WORK ORDER >> Copy exactly the lines from the one containing "reading: 0.4375 (no unit)" through the last line of the records below, both included, and leave out the pictures.

[Source data]
Start of Block
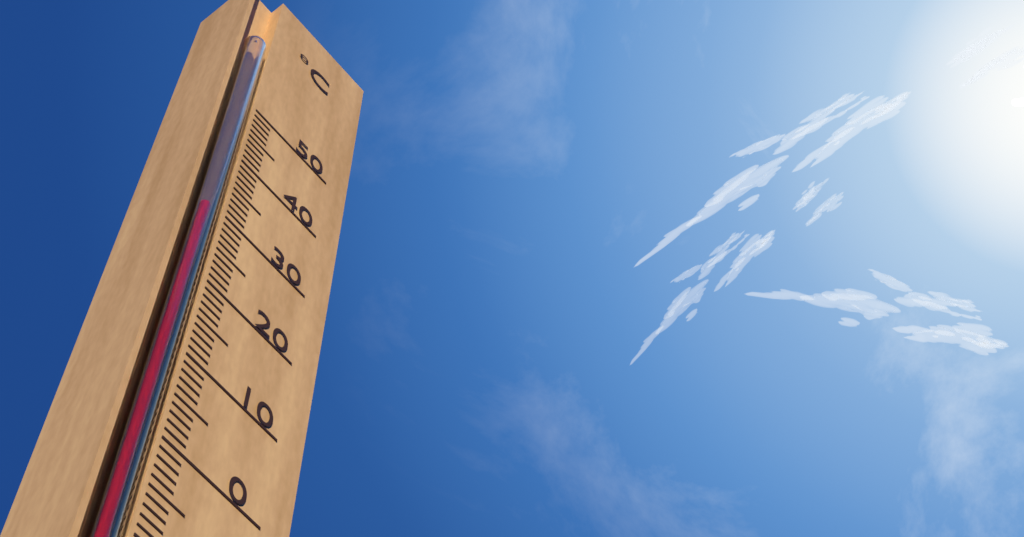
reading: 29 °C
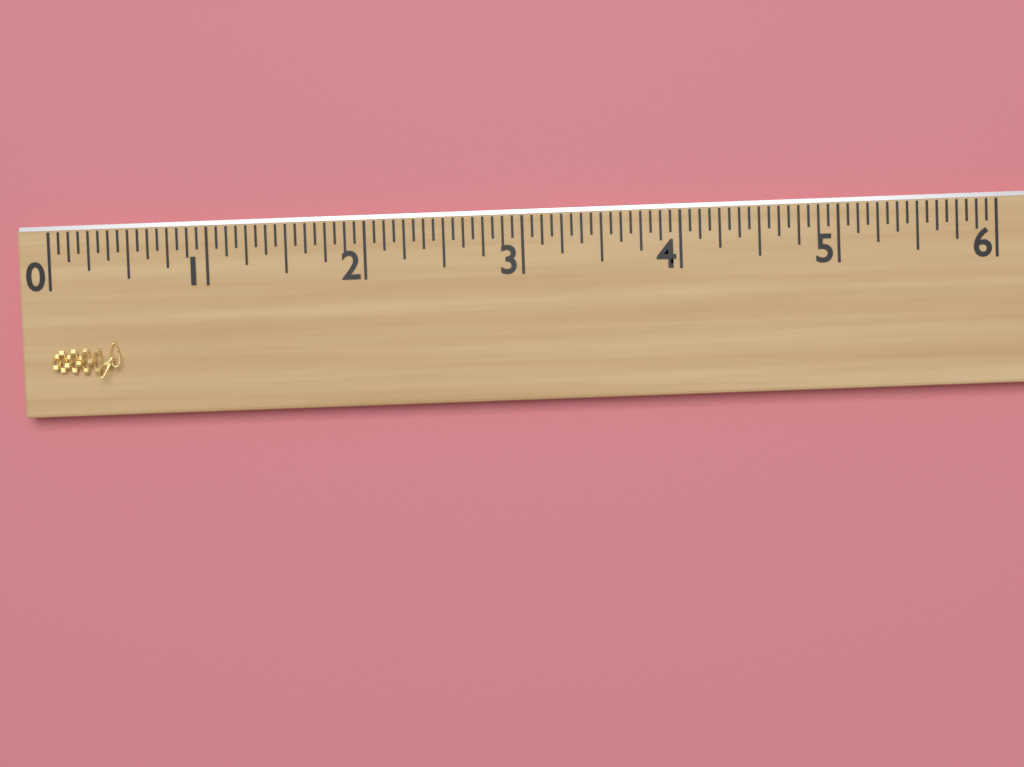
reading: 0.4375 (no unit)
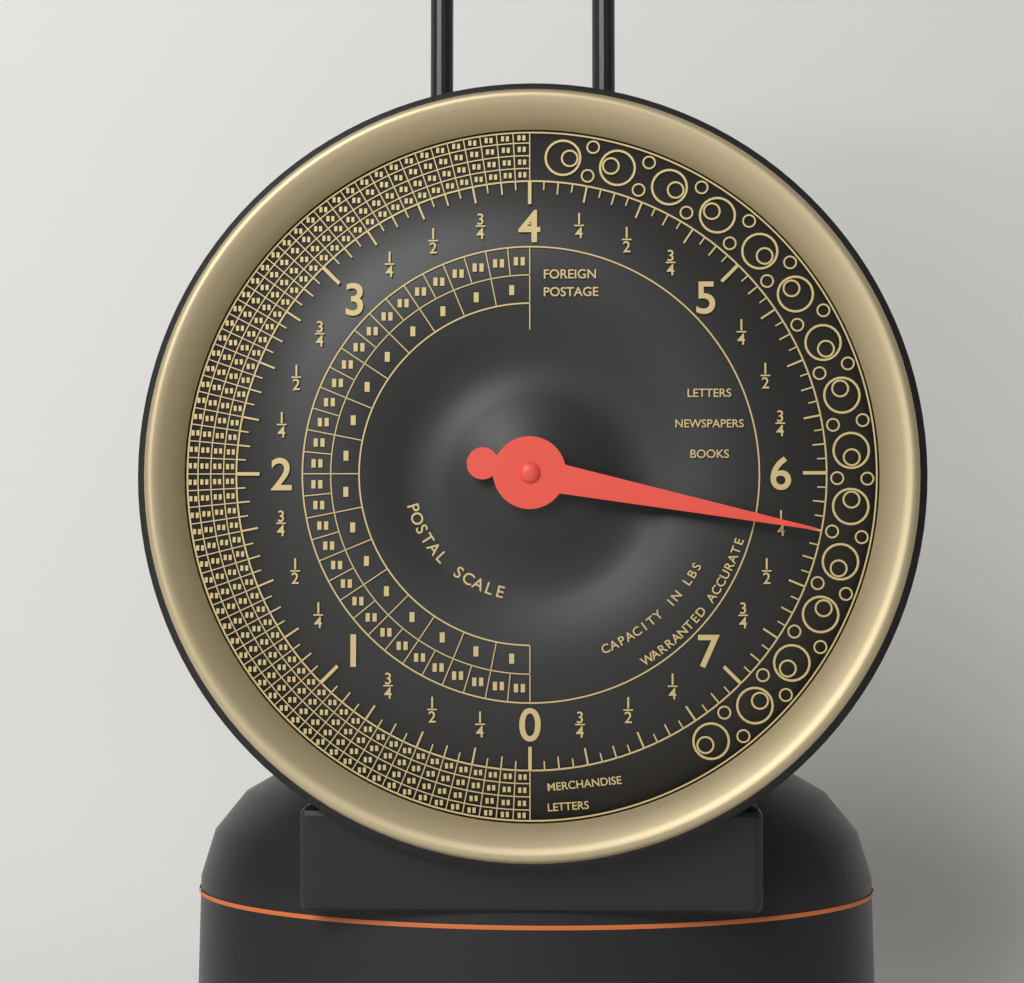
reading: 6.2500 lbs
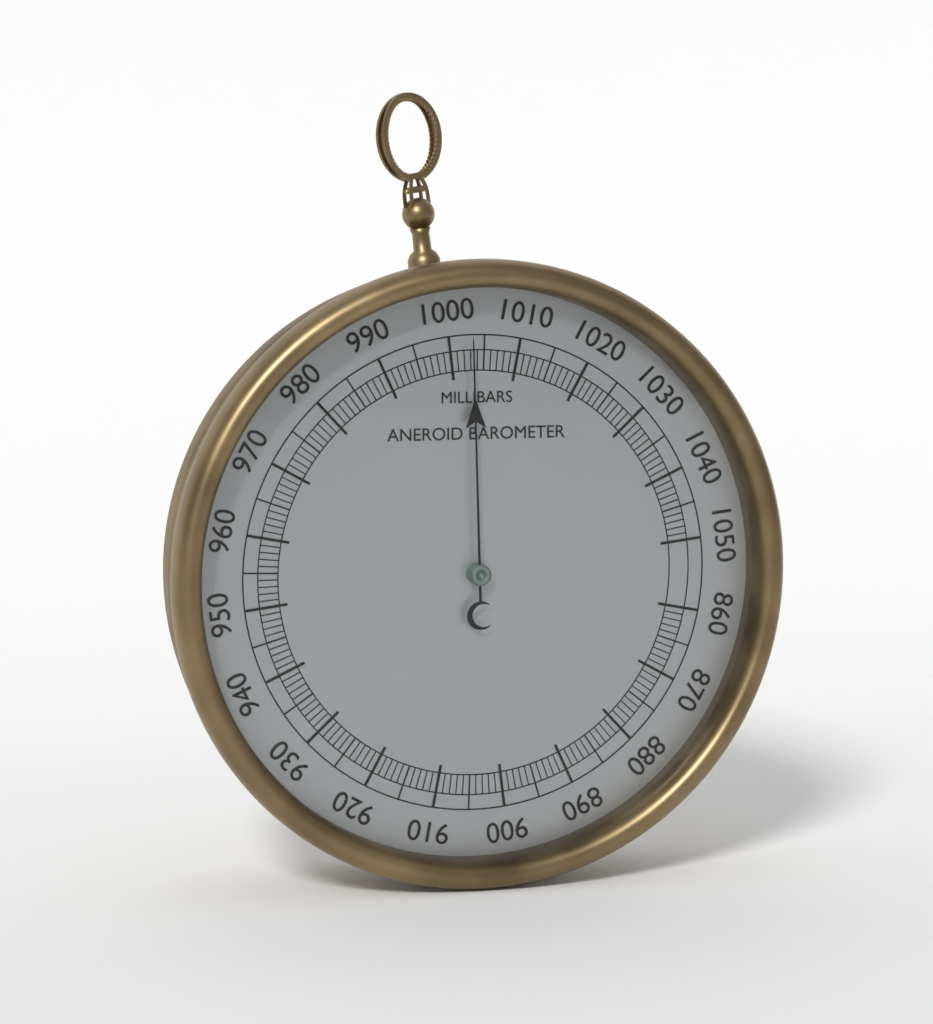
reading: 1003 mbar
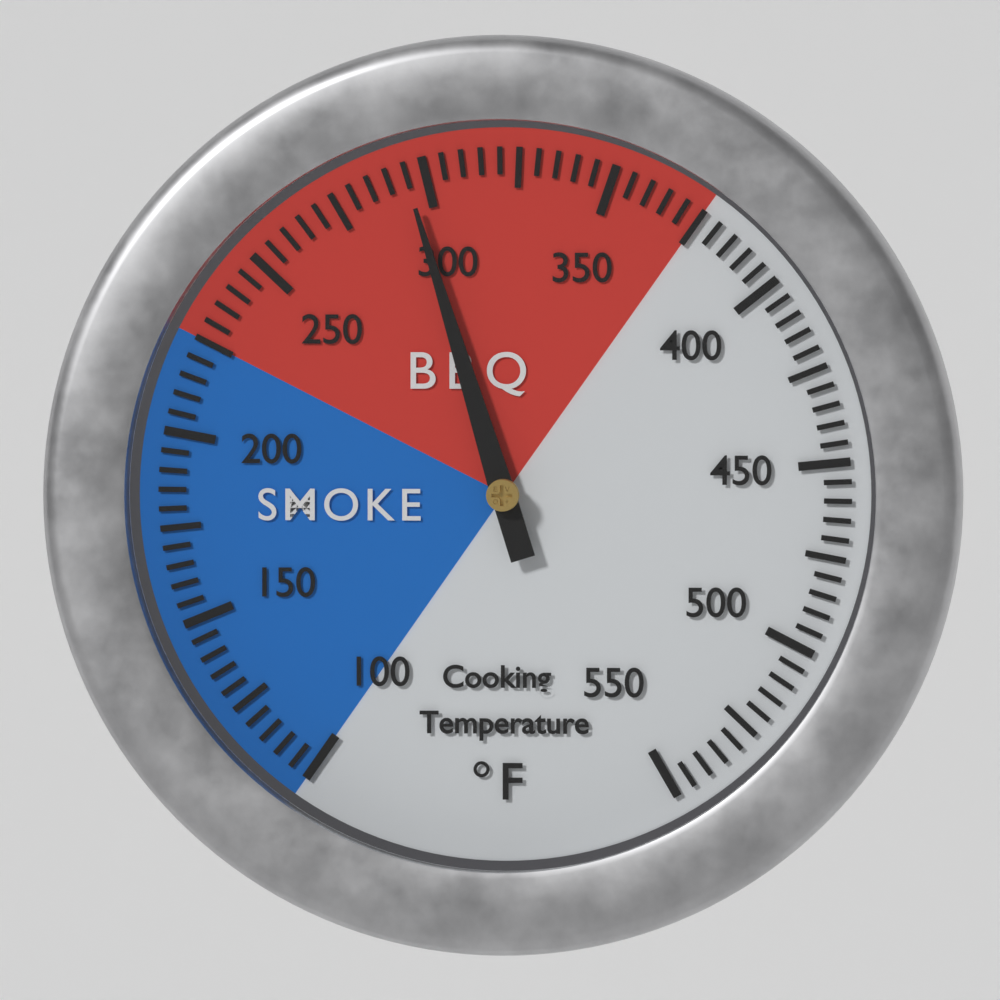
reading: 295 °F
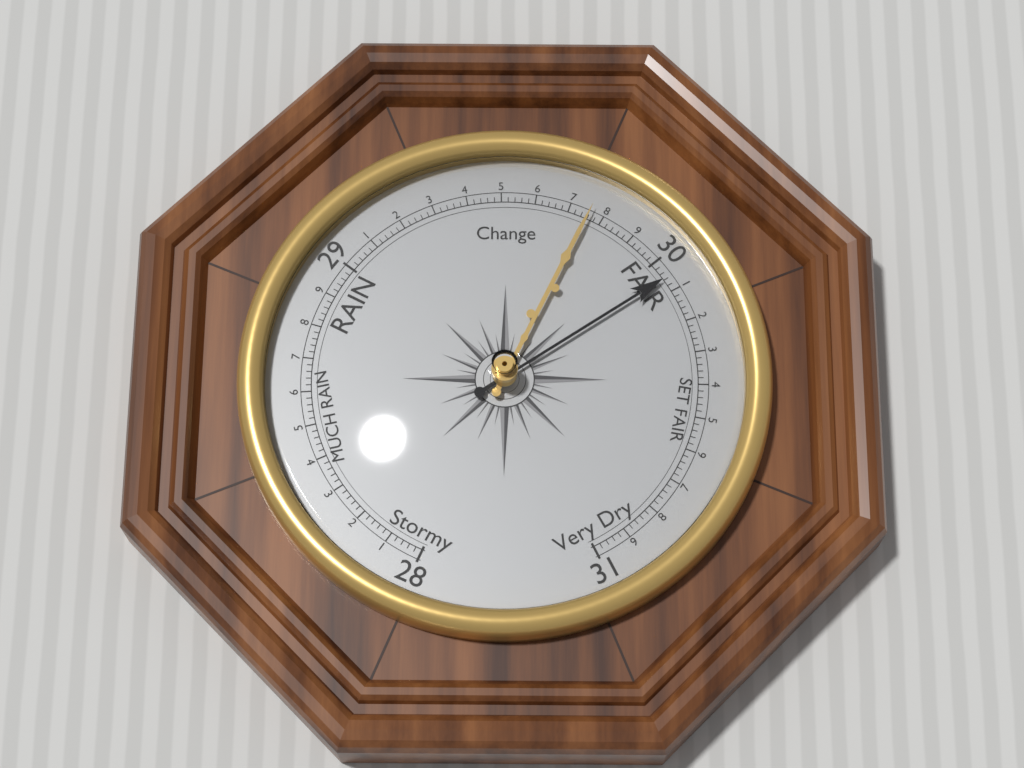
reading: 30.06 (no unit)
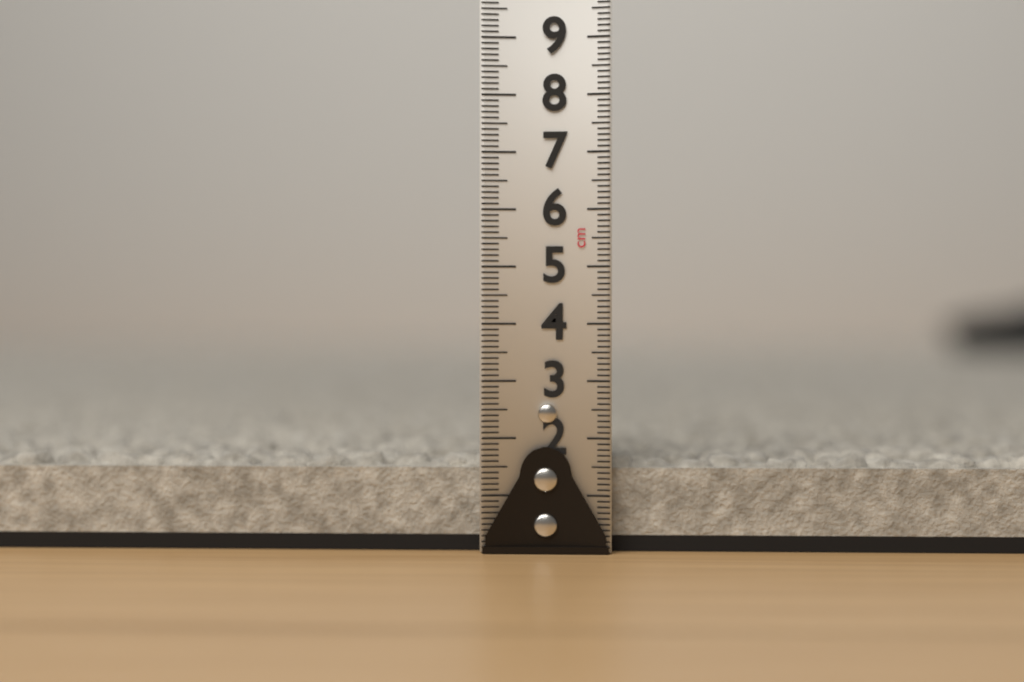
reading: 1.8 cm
End of Block
WRITTEN ANSWER >>
reading: 0.4375 (no unit)
reading: 6.2500 lbs
reading: 1003 mbar
reading: 295 °F
reading: 30.06 (no unit)
reading: 1.8 cm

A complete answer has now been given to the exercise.